Suu Kyi’s tainted policies alienate foreign investors

ASIA TIMES 

by Rory Wallace
October 15, 2020

YANGON – Aung San Suu Kyi’s government is putting off foreign companies that emphasize human rights in their investment decisions, as Britain’s CDC Group, Norway’s Telenor and international mining groups struggle to navigate her administration’s controversial policies and their associated reputation risks.

That’s holding back the underdeveloped nation’s economic and business potential, significantly at a time the de facto national leader is running for national re-election amid a moribund economy. 


UN investigators have accused the Myanmar military, the Tatmadaw, of carrying out a brutal campaign with “genocidal intent” after more than 700,000 Rohingya Muslims fled Rakhine state into Bangladesh following a brutal military crackdown in 2017.

In a report last year, the UN fact-finding mission called on investors to cut ties with all army-linked businesses and identified around 60 foreign companies involved in the Tatmadaw’s corporate network.

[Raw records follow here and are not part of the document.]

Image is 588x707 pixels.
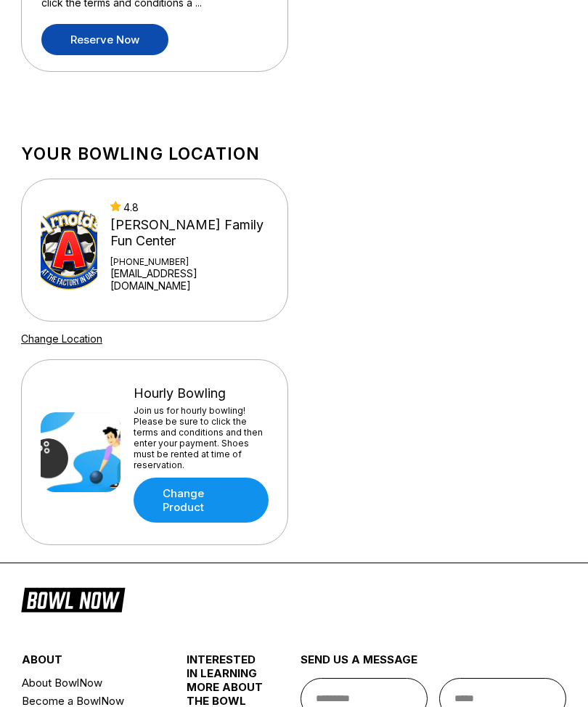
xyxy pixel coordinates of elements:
div: [PERSON_NAME] Family Fun Center [111,218,269,250]
a: [EMAIL_ADDRESS][DOMAIN_NAME] [111,268,269,293]
a: About BowlNow [22,674,155,693]
div: Hourly Bowling [134,386,269,402]
a: Reserve now [41,25,169,56]
div: 4.8 [111,202,269,215]
a: Change Location [21,333,102,346]
img: Arnold's Family Fun Center [40,210,98,290]
div: [PHONE_NUMBER] [111,257,269,268]
div: about [22,653,155,674]
a: Change Product [134,478,269,523]
div: send us a message [301,653,566,679]
div: Join us for hourly bowling! Please be sure to click the terms and conditions and then enter your ... [134,406,269,471]
h1: Your bowling location [21,144,567,164]
img: Hourly Bowling [40,413,120,493]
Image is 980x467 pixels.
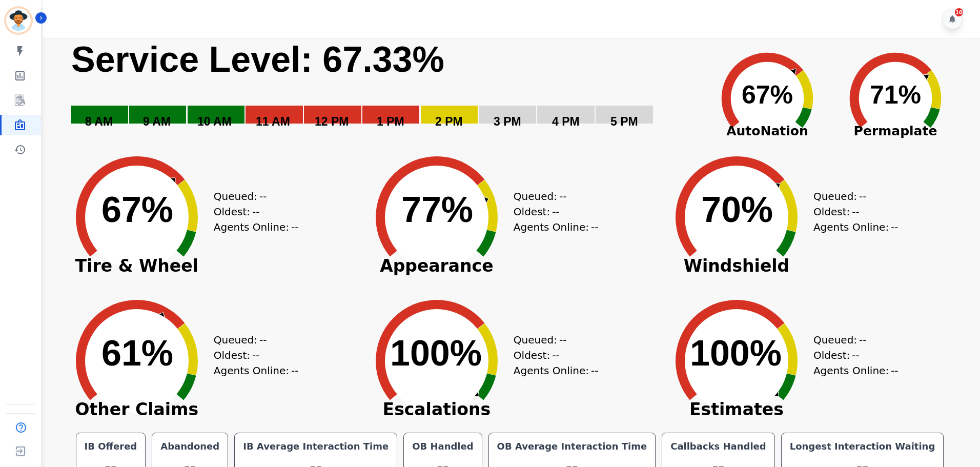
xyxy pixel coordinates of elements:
[401,190,473,230] text: 77%
[359,404,514,415] span: Escalations
[514,363,600,378] div: Agents Online:
[158,439,221,454] div: Abandoned
[390,333,482,373] text: 100%
[813,189,890,204] div: Queued:
[660,404,813,415] span: Estimates
[494,115,521,128] text: 3 PM
[259,332,266,348] span: --
[514,219,600,234] div: Agents Online:
[701,190,773,230] text: 70%
[788,439,937,454] div: Longest Interaction Waiting
[85,115,113,128] text: 8 AM
[259,189,266,204] span: --
[559,332,567,348] span: --
[813,332,890,348] div: Queued:
[690,333,781,373] text: 100%
[376,115,404,128] text: 1 PM
[435,115,463,128] text: 2 PM
[859,332,866,348] span: --
[6,8,31,33] img: Bordered avatar
[359,261,514,271] span: Appearance
[102,190,173,230] text: 67%
[813,219,901,234] div: Agents Online:
[955,8,963,16] div: 10
[60,404,214,415] span: Other Claims
[256,115,290,128] text: 11 AM
[552,204,559,219] span: --
[197,115,232,128] text: 10 AM
[214,348,290,363] div: Oldest:
[591,363,598,378] span: --
[813,204,890,219] div: Oldest:
[703,122,832,141] span: AutoNation
[60,261,214,271] span: Tire & Wheel
[410,439,475,454] div: OB Handled
[552,348,559,363] span: --
[102,333,173,373] text: 61%
[832,122,959,141] span: Permaplate
[891,219,898,234] span: --
[742,81,793,109] text: 67%
[891,363,898,378] span: --
[252,204,259,219] span: --
[214,204,290,219] div: Oldest:
[591,219,598,234] span: --
[852,204,859,219] span: --
[291,219,298,234] span: --
[83,439,139,454] div: IB Offered
[813,348,890,363] div: Oldest:
[315,115,348,128] text: 12 PM
[859,189,866,204] span: --
[241,439,391,454] div: IB Average Interaction Time
[660,261,813,271] span: Windshield
[495,439,649,454] div: OB Average Interaction Time
[559,189,567,204] span: --
[668,439,768,454] div: Callbacks Handled
[852,348,859,363] span: --
[514,189,591,204] div: Queued:
[214,363,301,378] div: Agents Online:
[813,363,901,378] div: Agents Online:
[870,81,921,109] text: 71%
[514,204,591,219] div: Oldest:
[71,40,444,79] text: Service Level: 67.33%
[552,115,580,128] text: 4 PM
[214,332,290,348] div: Queued:
[70,38,701,143] svg: Service Level: 0%
[610,115,638,128] text: 5 PM
[252,348,259,363] span: --
[514,332,591,348] div: Queued:
[291,363,298,378] span: --
[214,189,290,204] div: Queued:
[514,348,591,363] div: Oldest:
[214,219,301,234] div: Agents Online:
[143,115,171,128] text: 9 AM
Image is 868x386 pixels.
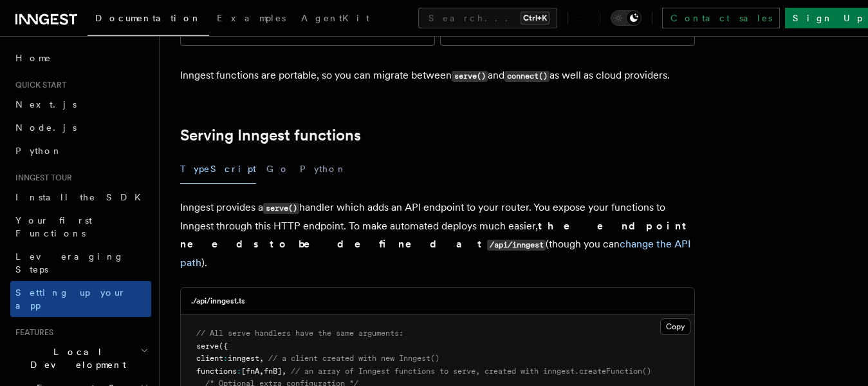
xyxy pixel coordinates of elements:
span: Setting up your app [15,287,126,310]
a: Node.js [11,116,151,139]
span: , [282,366,286,375]
span: Features [11,327,54,338]
code: /api/inngest [487,239,546,251]
code: serve() [451,71,488,81]
a: Python [11,139,151,162]
span: Python [15,146,63,156]
span: : [224,353,228,362]
a: Next.js [11,93,151,116]
span: Inngest tour [11,173,72,183]
span: // an array of Inngest functions to serve, created with inngest.createFunction() [291,366,652,375]
span: Examples [217,13,286,23]
a: Home [11,46,151,69]
button: Search...Ctrl+K [418,7,557,29]
span: AgentKit [301,13,369,23]
kbd: Ctrl+K [521,11,550,24]
span: Next.js [15,99,76,109]
span: Home [15,51,51,64]
a: Install the SDK [11,186,151,208]
button: TypeScript [181,155,256,183]
a: Serving Inngest functions [181,126,361,144]
span: [fnA [242,366,260,375]
span: ({ [219,341,228,350]
span: , [260,366,264,375]
button: Toggle dark mode [611,11,642,26]
span: Node.js [15,122,76,133]
span: Your first Functions [15,215,92,239]
span: // All serve handlers have the same arguments: [196,328,403,338]
span: // a client created with new Inngest() [268,353,439,362]
code: serve() [264,203,299,214]
span: : [237,366,242,375]
a: Leveraging Steps [11,245,151,281]
a: AgentKit [294,4,377,35]
a: Setting up your app [11,281,151,317]
span: inngest [228,353,260,362]
button: Go [267,155,290,183]
span: Install the SDK [15,192,149,202]
span: Quick start [11,80,66,90]
button: Local Development [11,340,151,376]
a: Documentation [88,4,209,36]
a: Examples [209,4,294,35]
a: Contact sales [662,7,780,29]
span: Leveraging Steps [15,252,124,274]
span: Documentation [95,13,202,23]
span: Local Development [11,345,140,371]
span: fnB] [264,366,282,375]
span: , [260,353,264,362]
h3: ./api/inngest.ts [191,296,245,306]
button: Python [300,155,347,183]
code: connect() [504,71,550,81]
span: client [196,353,224,362]
p: Inngest functions are portable, so you can migrate between and as well as cloud providers. [181,66,695,85]
p: Inngest provides a handler which adds an API endpoint to your router. You expose your functions t... [181,199,695,272]
button: Copy [661,318,691,335]
span: serve [196,341,219,350]
a: Your first Functions [11,208,151,245]
span: functions [196,366,237,375]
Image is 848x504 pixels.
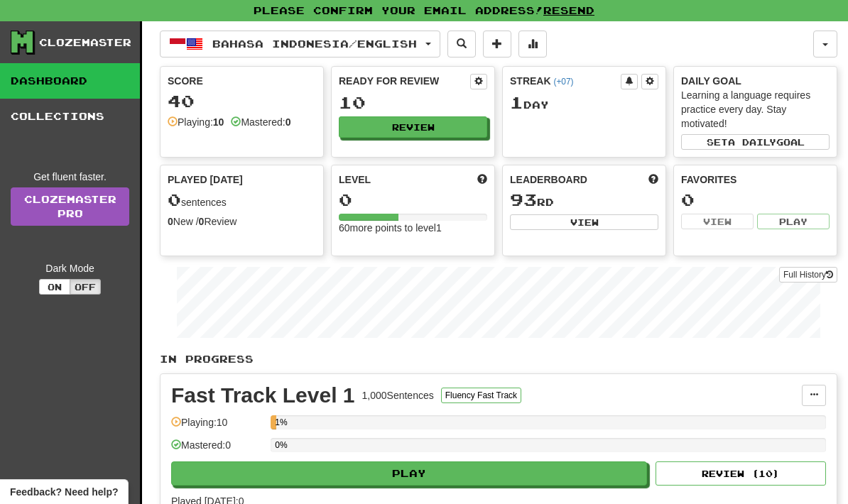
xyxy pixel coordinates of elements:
div: Day [510,94,659,112]
div: Dark Mode [11,262,130,275]
button: Review [339,117,488,138]
button: Review (10) [656,462,827,486]
div: 0 [682,191,830,208]
span: This week in points, UTC [649,173,659,186]
button: Full History [779,267,838,283]
div: Mastered: [231,115,290,129]
div: Learning a language requires practice every day. Stay motivated! [682,88,830,130]
button: Play [757,214,830,230]
span: 0 [168,190,181,209]
div: Mastered: 0 [171,438,264,462]
span: Score more points to level up [478,173,488,186]
div: Score [168,73,316,88]
span: Open feedback widget [10,485,118,499]
strong: 0 [286,117,291,128]
button: View [510,215,659,230]
div: Playing: [168,115,224,129]
span: 1 [510,93,524,112]
button: Seta dailygoal [682,134,830,150]
div: 1,000 Sentences [362,388,435,403]
div: Favorites [682,173,830,186]
button: Add sentence to collection [483,30,512,58]
strong: 0 [168,216,174,228]
button: Search sentences [447,30,476,58]
div: 0 [339,191,488,208]
span: Level [339,173,371,186]
button: Play [171,462,648,486]
button: On [40,279,71,295]
a: (+07) [554,77,573,86]
span: a daily [729,137,776,147]
div: 1% [275,415,277,430]
div: 60 more points to level 1 [339,221,488,235]
span: Played [DATE] [168,173,243,186]
button: View [682,214,754,230]
div: sentences [168,191,316,209]
div: Streak [510,73,621,88]
div: 10 [339,94,488,111]
div: Daily Goal [682,73,830,88]
div: Fast Track Level 1 [171,385,356,406]
div: Ready for Review [339,73,470,88]
button: More stats [519,30,548,58]
div: Clozemaster [40,36,131,50]
span: 93 [510,190,537,209]
a: ClozemasterPro [11,187,130,226]
button: Fluency Fast Track [441,387,522,403]
span: Leaderboard [510,173,588,186]
div: Playing: 10 [171,415,264,439]
span: Bahasa Indonesia / English [212,38,417,50]
div: Get fluent faster. [11,170,130,184]
div: rd [510,191,659,209]
button: Bahasa Indonesia/English [160,30,441,58]
a: Resend [544,5,594,17]
div: 40 [168,93,316,110]
strong: 0 [199,216,205,228]
strong: 10 [213,117,224,128]
p: In Progress [160,353,838,366]
button: Off [70,279,101,295]
div: New / Review [168,215,316,229]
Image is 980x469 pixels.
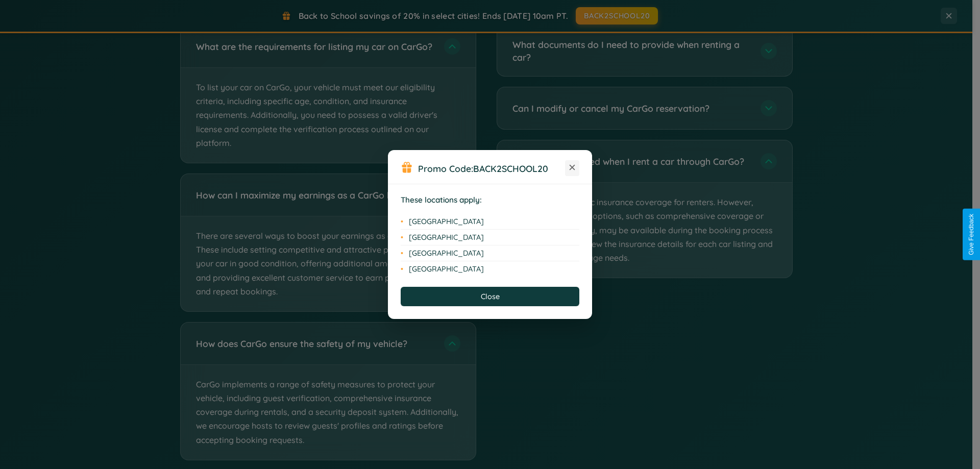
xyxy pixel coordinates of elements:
strong: These locations apply: [400,195,482,204]
li: [GEOGRAPHIC_DATA] [400,245,579,261]
li: [GEOGRAPHIC_DATA] [400,261,579,277]
button: Close [400,287,579,306]
div: Give Feedback [967,214,975,255]
b: BACK2SCHOOL20 [473,163,548,174]
h3: Promo Code: [418,163,565,174]
li: [GEOGRAPHIC_DATA] [400,230,579,245]
li: [GEOGRAPHIC_DATA] [400,214,579,230]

The military is active in parts of the economy through two holding firms and their subsidiaries.

That call is apparently causing a corporate rethink among certain Western investors. Danish shipping giant Maersk, for one, will stop using military-owned ports in Myanmar from the end of this month, according to rights group Burma Campaign UK.

Maersk announced last week that after October 15 its services will shift permanently to the Myanmar Industrial Port terminal and away from TMT Ports, which is owned by military conglomerate Myanma Economic Holdings Limited.

The shipping firm said it was “cognizant of recent recommendations from the United Nations to maintain operations in Myanmar while exercising heightened due diligence” but did not comment further.

America’s Western Union and clothing giant Esprit are among other companies that have shunned military-associated entities over the past 12 months. The move reflects growing pressure on foreign investors in the Southeast Asian country to ensure that their corporate activities do not contribute to human rights abuses.

Reputational risks for doing business in Myanmar, a country taken to The Hague for accusations of genocide, have inevitably heightened since the heydays of optimism prior to 2017. Yet, even post-Rohingya crisis, many still share Suu Kyi’s hope that responsible investment will contribute to reduced conflict, job creation and equitable development.

Myanmar’s civilian leader Aung San Suu Kyi attends the Asia Pacific Summit 2018 in Kathmandu on December 1, 2018. Photo: AFP/Sunil Sharma/Pool

As opposition leader, the Nobel peace laureate talked about the importance of investors being responsible and sensitive to human rights and environmental issues, an emphasis she has repeated since taking office.

“We only ask our investors to ensure that their investments are responsible, by incorporating environmental, social and governance factors into their investment and business undertakings,” she told a crowd of corporate executives and diplomats during her first government-backed investment conference in January 2019.

The speech was seen as an attempt to persuade global investors to put their money in Myanmar and mitigate the fallout of the Rohingya crisis.

But policy stumbles are undermining Suu Kyi’s economic vision by challenging the very companies who are trying to provide the responsible investment she supposedly seeks. Among them include the leading investors in Myanmar’s booming digital market.

The civilian government imposed an internet shutdown in June last year in parts of Rakhine and Chin states at the request of the military to deal with the Arakan Army, a Buddhist-majority insurgent group. A complete shutdown was in effect from June 2019 to August 2020, until 2G services were restored. Though, in actuality, web connectivity in the area remains extremely limited.

Cutting off internet access had undermined efforts to contain the virus and humanitarian work and put lives at risk in the process, digital rights organizations and the United Nations said. Authorities also blocked websites of Rakhine-based media outlets and Justice for Myanmar, a group of activists critical of the military.

Suu Kyi’s foreign ministry argued that the restrictions posed no hindrance because people can communicate via loudspeakers and SMS texts amid the ongoing conflict.

Digital censorship has hurt investor perceptions of the telecoms market, hailed as one of the biggest success stories in Myanmar since the sector opened up to the outside world in 2013 after being tightly controlled by the state for years. The country now boasts a smartphone penetration rate of 80%, according to a Telenor industry report.

Licensed by former president Thein Sein, Telenor initially defied a Communications Ministry directive to ban all websites accused of spreading fake news before bowing to government pressure.